Ledger makes Azure SQL Database (and Managed Instance) a tamper-evident system of record. Every modification to a ledger table is captured in an append-only history with cryptographic hashes that can be verified against an off-database digest store — Azure Storage with WORM policy, Azure Confidential Ledger, or an immutable blob. The use case is regulatory or audit-driven evidence that a row was never silently modified — financial transactions under SOX, clinical records under HIPAA, supply-chain provenance, audit logs of privileged operations. Ledger is not a substitute for transactional logging or a CDC stream; it is a cryptographic proof surface that the data the auditor sees today is the data that was written when it was written. It earns its keep when an auditor or regulator is the primary consumer of the proof, not when the use case is internal change tracking.
How does Azure SQL High Availability actually work across the three service tiers?
General Purpose uses remote premium storage with a stateless compute node — failover restarts the compute on healthy hardware and re-attaches the storage, usually under 30 seconds. Business Critical runs a four-node Always On availability group on local SSD inside an Azure region, with three synchronous replicas providing single-digit-second failover and read-scale-out to the secondary replicas — when configured zone-redundant, the four nodes spread across three Availability Zones and the SLA rises to 99.995%. Hyperscale uses a decoupled architecture where the storage layer (page servers) and the log service run independently; HA is delivered through a primary compute node and one or more high-availability replicas plus the page server tier. For cross-region DR, auto-failover groups orchestrate the secondary in a paired region with automatic or manual failover, RPO measured in seconds and RTO in minutes. EPC Group sizes the HA tier from the workload SLA, not from a default.
How do I optimize Azure SQL cost — what actually moves the bill?

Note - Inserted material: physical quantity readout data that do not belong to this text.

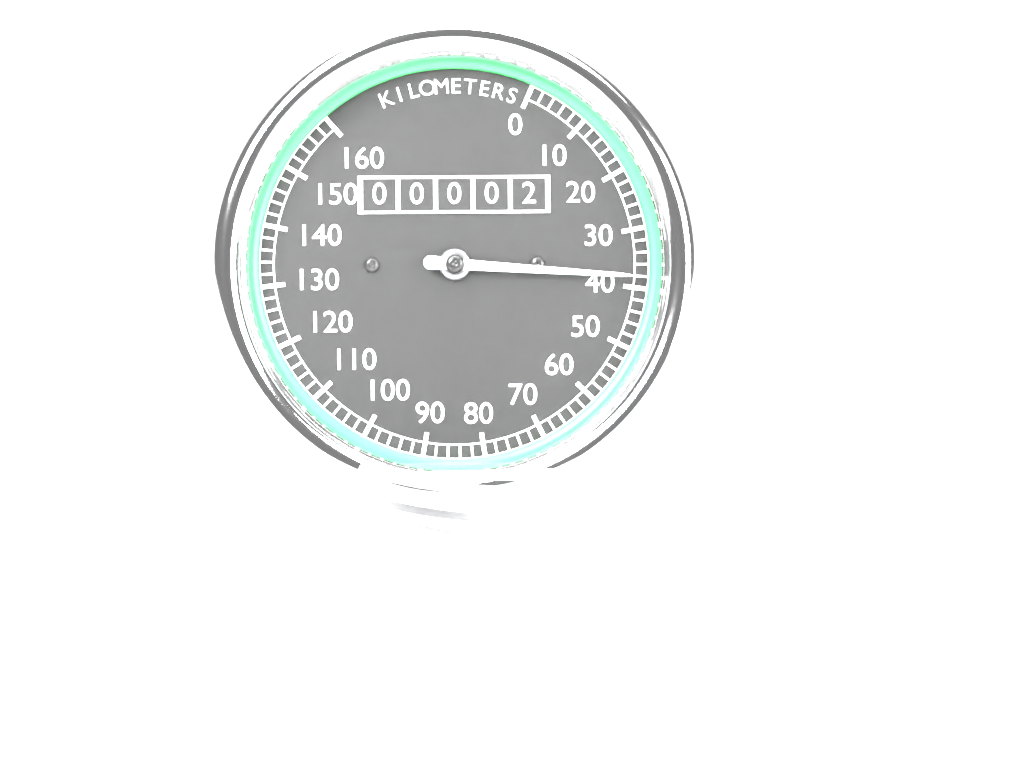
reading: 38 km/h
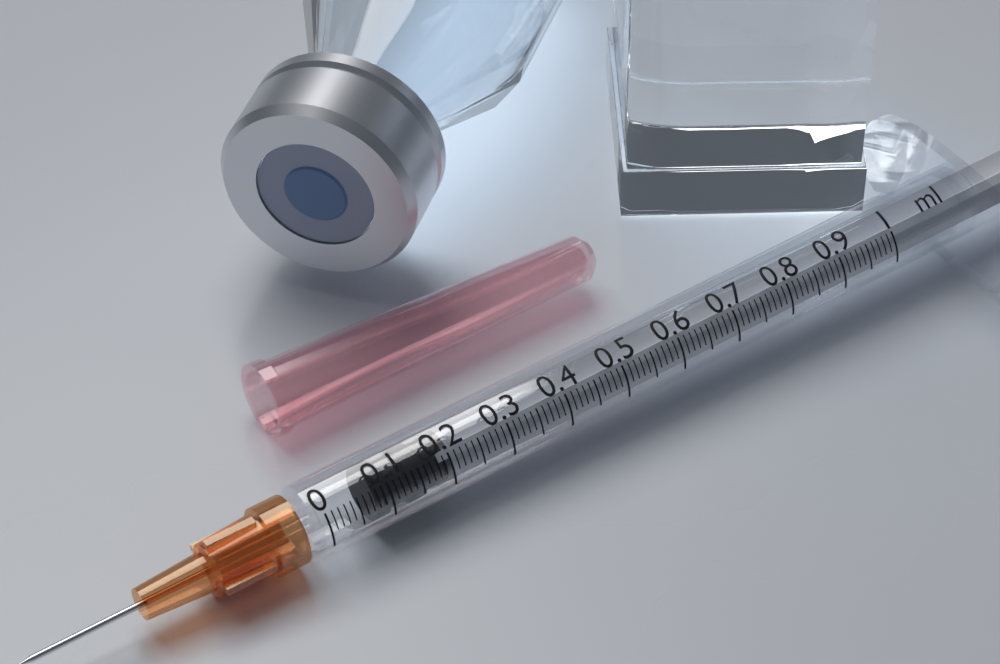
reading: 0.08 ml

Four levers move Azure SQL cost meaningfully. First, Reserved Capacity — committing to one-year or three-year reservations cuts compute spend 33-55% on the steady-state portion of the estate. Second, Azure Hybrid Benefit — if the customer has existing SQL Server Software Assurance, AHB drops the effective price 30-55% by converting SA into Azure SQL core entitlements. Third, Serverless — auto-pause and auto-scale on Azure SQL Database (and now Hyperscale) drops the bill to storage-only when the workload idles, ideal for development, staging, and unpredictable production patterns. Fourth, right-sizing — Query Store and Intelligent Insights data shows where compute is over-provisioned, and the platform supports vCore scale down with seconds of impact. EPC Group typically takes 25-40% off the post-cutover cost trajectory in the first 90 days through these four levers combined.
What does the EPC Group Azure SQL Accelerator deliver, and what does it cost?
The accelerator is the five-phase Assess, Design, Migrate, Optimize, Operate program that takes an enterprise from on-prem SQL Server estate to a fully operating Azure SQL platform with documented HA, DR, security, governance, and cost-optimization baselines. Pricing is fixed-fee between $150,000 and $500,000 depending on instance count, regulatory scope, multi-region DR requirements, and managed-service tail. Senior-architect-led, no offshore handoff, named senior on-record from kickoff through go-live. Most enterprise engagements complete the Migrate phase between 16 and 32 weeks from kickoff, with the broader estate transitioning over the 12-to-18-month horizon. The /services/azure-consulting-services page covers the broader Azure service line, and the /microsoft-cloud-orchestrator hub covers the platform layer inside which Azure SQL sits.